The Clydach Ironworks, founded before 1795, was established to exploit the recent introduction of coke as the fuel for blast furnaces. The site of the works lies alongside the modern A465(T) Heads of the Valleys road, with the surviving remains including two large masonry furnaces, together with the foundations of their casting houses, a cupola and other related buildings. The site is approached over a cast iron bridge, Smart's Bridge, dated to 1824. Production at the works continued until about 1860, up to which time it had become the focal point for activity in the gorge. By 1841, over 1350 people, including 133 children under the age of 13, were employed, of whom about two-thirds were engaged in extracting the required iron ore and coal higher up the valley. In its early years, the works were closely associated with the Frere family, which was to gain notoriety for a different reason when Sir Bartle Frere, born in 1815 in Clydach House, became High Commissioner of South Africa, and unwittingly helped to start the Zulu War.

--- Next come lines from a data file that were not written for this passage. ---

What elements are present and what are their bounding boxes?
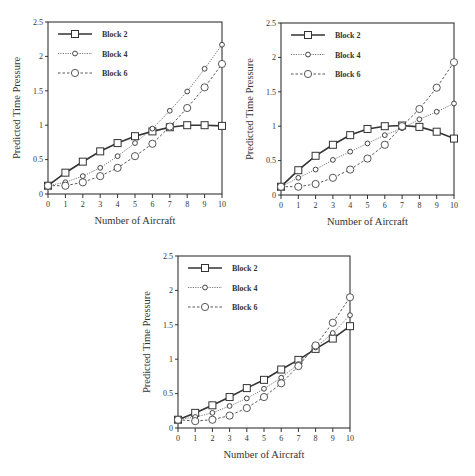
legend-label: Block 6 bbox=[102, 69, 128, 78]
legend-square-icon bbox=[305, 32, 312, 39]
circle-marker-icon bbox=[347, 166, 354, 173]
square-marker-icon bbox=[97, 148, 104, 155]
y-tick-label: 0.5 bbox=[163, 389, 173, 398]
small-circle-marker-icon bbox=[167, 108, 172, 113]
circle-marker-icon bbox=[149, 140, 156, 147]
y-tick-label: 1 bbox=[272, 122, 276, 131]
circle-marker-icon bbox=[364, 155, 371, 162]
square-marker-icon bbox=[243, 385, 250, 392]
y-tick-label: 1.5 bbox=[163, 321, 173, 330]
circle-marker-icon bbox=[226, 412, 233, 419]
y-tick-label: 2 bbox=[39, 52, 43, 61]
x-tick-label: 7 bbox=[168, 200, 172, 209]
square-marker-icon bbox=[433, 128, 440, 135]
small-circle-marker-icon bbox=[313, 167, 318, 172]
circle-marker-icon bbox=[184, 104, 191, 111]
y-tick-label: 1 bbox=[169, 355, 173, 364]
circle-marker-icon bbox=[218, 60, 225, 67]
square-marker-icon bbox=[132, 133, 139, 140]
square-marker-icon bbox=[347, 132, 354, 139]
y-axis-title: Predicted Time Pressure bbox=[244, 58, 255, 160]
square-marker-icon bbox=[209, 402, 216, 409]
x-tick-label: 1 bbox=[296, 201, 300, 210]
legend-label: Block 2 bbox=[102, 30, 128, 39]
x-tick-label: 6 bbox=[383, 201, 387, 210]
square-marker-icon bbox=[219, 122, 226, 129]
x-tick-label: 4 bbox=[245, 434, 249, 443]
y-tick-label: 2.5 bbox=[163, 252, 173, 261]
square-marker-icon bbox=[226, 394, 233, 401]
series-line-block-6 bbox=[281, 62, 454, 187]
x-axis-title: Number of Aircraft bbox=[223, 449, 304, 460]
square-marker-icon bbox=[114, 140, 121, 147]
x-axis-title: Number of Aircraft bbox=[327, 216, 408, 227]
square-marker-icon bbox=[79, 158, 86, 165]
circle-marker-icon bbox=[62, 182, 69, 189]
x-tick-label: 4 bbox=[348, 201, 352, 210]
x-tick-label: 7 bbox=[400, 201, 404, 210]
circle-marker-icon bbox=[166, 123, 173, 130]
y-tick-label: 1.5 bbox=[266, 88, 276, 97]
chart-panel-bottom: 00.511.522.5012345678910Number of Aircra… bbox=[141, 252, 354, 460]
small-circle-marker-icon bbox=[115, 154, 120, 159]
circle-marker-icon bbox=[277, 183, 284, 190]
small-circle-marker-icon bbox=[220, 42, 225, 47]
small-circle-marker-icon bbox=[331, 158, 336, 163]
small-circle-marker-icon bbox=[133, 141, 138, 146]
circle-marker-icon bbox=[243, 404, 250, 411]
y-tick-label: 1.5 bbox=[33, 87, 43, 96]
x-tick-label: 7 bbox=[296, 434, 300, 443]
circle-marker-icon bbox=[174, 416, 181, 423]
x-tick-label: 10 bbox=[450, 201, 458, 210]
x-axis-title: Number of Aircraft bbox=[94, 215, 175, 226]
square-marker-icon bbox=[416, 123, 423, 130]
legend-label: Block 4 bbox=[232, 284, 258, 293]
circle-marker-icon bbox=[114, 164, 121, 171]
square-marker-icon bbox=[364, 125, 371, 132]
small-circle-marker-icon bbox=[98, 165, 103, 170]
plot-frame bbox=[48, 22, 222, 194]
figure-canvas: 00.511.522.5012345678910Number of Aircra… bbox=[0, 0, 475, 476]
square-marker-icon bbox=[329, 141, 336, 148]
legend-label: Block 4 bbox=[102, 50, 128, 59]
circle-marker-icon bbox=[399, 123, 406, 130]
small-circle-marker-icon bbox=[348, 149, 353, 154]
x-tick-label: 6 bbox=[150, 200, 154, 209]
legend-square-icon bbox=[202, 265, 209, 272]
y-tick-label: 1 bbox=[39, 121, 43, 130]
small-circle-marker-icon bbox=[365, 141, 370, 146]
legend-label: Block 2 bbox=[335, 31, 361, 40]
small-circle-marker-icon bbox=[452, 101, 457, 106]
series-line-block-4 bbox=[178, 315, 350, 420]
circle-marker-icon bbox=[433, 84, 440, 91]
x-tick-label: 0 bbox=[176, 434, 180, 443]
square-marker-icon bbox=[451, 135, 458, 142]
circle-marker-icon bbox=[97, 173, 104, 180]
circle-marker-icon bbox=[295, 362, 302, 369]
square-marker-icon bbox=[329, 335, 336, 342]
circle-marker-icon bbox=[278, 380, 285, 387]
circle-marker-icon bbox=[192, 418, 199, 425]
circle-marker-icon bbox=[381, 141, 388, 148]
series-line-block-6 bbox=[178, 297, 350, 421]
y-tick-label: 0 bbox=[169, 424, 173, 433]
plot-frame bbox=[178, 256, 350, 428]
x-tick-label: 1 bbox=[63, 200, 67, 209]
y-axis-title: Predicted Time Pressure bbox=[141, 291, 152, 393]
small-circle-marker-icon bbox=[262, 386, 267, 391]
series-line-block-2 bbox=[178, 326, 350, 420]
x-tick-label: 0 bbox=[279, 201, 283, 210]
y-tick-label: 0 bbox=[272, 191, 276, 200]
circle-marker-icon bbox=[416, 105, 423, 112]
small-circle-marker-icon bbox=[244, 396, 249, 401]
chart-panel-top-left: 00.511.522.5012345678910Number of Aircra… bbox=[11, 18, 226, 226]
x-tick-label: 9 bbox=[203, 200, 207, 209]
small-circle-marker-icon bbox=[210, 410, 215, 415]
square-marker-icon bbox=[381, 123, 388, 130]
legend-circle-icon bbox=[201, 303, 208, 310]
y-tick-label: 0.5 bbox=[33, 155, 43, 164]
circle-marker-icon bbox=[260, 393, 267, 400]
square-marker-icon bbox=[201, 122, 208, 129]
x-tick-label: 6 bbox=[279, 434, 283, 443]
x-tick-label: 10 bbox=[218, 200, 226, 209]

The major industry of the late 19th and early 20th centuries in the gorge was stone quarrying and the manufacture of lime for agricultural and building purposes. The first lime works had started production in 1795, at Blackrock, but numerous other quarries were opened throughout the next century. Llanelly Quarry supplied the Clydach Ironworks with limestone, and subsequently lime for farming and building mortars. It closed finally in 1962. The surviving Clydach Limeworks was built in 1877 to provide lime for building the railway viaduct. Its large kilns, with double draw arches for each shaft, are particularly fine surviving examples.

Communications and transport have also clearly played a fundamental part in the development of the gorge. In the 1790s, railroads and tram roads, both initially horse-drawn, were being built to link mines and quarries with works. In 1793,permission was granted by Parliament for the construction of the Brecknok and Abergavenny Canal, together with a connecting tramway system, the first line of which ran through the gorge. The canal traverses the floor of the gorge near Gilwern on a huge earthen embankment, 25m high, with the river running in a tunnel at its base. The canal between Gilwern and Brecon opened in 1801, but the final connection with Pontymoile to the south was not made until 1812.

Other tramways and inclines to serve specific mines were lad in the gorge, with the consequence that the area now has the densest network of surviving early tram road routes anywhere in Wales. These were supplemented in 1862 by the single track Merthyr, Tredegar and Abergavenny Railway. This was absorbed Into the London and North Western Railway in 1866 and converted to a double track system eleven years later. The precipitous slopes meant that the route could be negotiated only with a series of tunnels, cuttings and viaducts. The route, now dismantled, remains a prominent and spectacular linear feature which can be seen on the south side of the gorge. The present A465(T) Heads of the Valleys road, built in the 1960s, is the latest in a series of road systems that have, from the 18th century, traversed the gorge as important connecting routes.

Today, all mineral and limestone extraction has ceased, leaving little employment within the gorge; nevertheless, the old-established communities still thrive. Vestiges of past industries and communications systems are plentiful, as is the evidence of former social conditions, including not only housing, but also surviving chapels and public houses. The dense and varied industrial sites and successive transport systems in the gorge represent a compact and integrated microcosm of the Welsh industrial past; this, in turn, depended on the remarkable geology and topography of this inspiringly visual historic landscape area.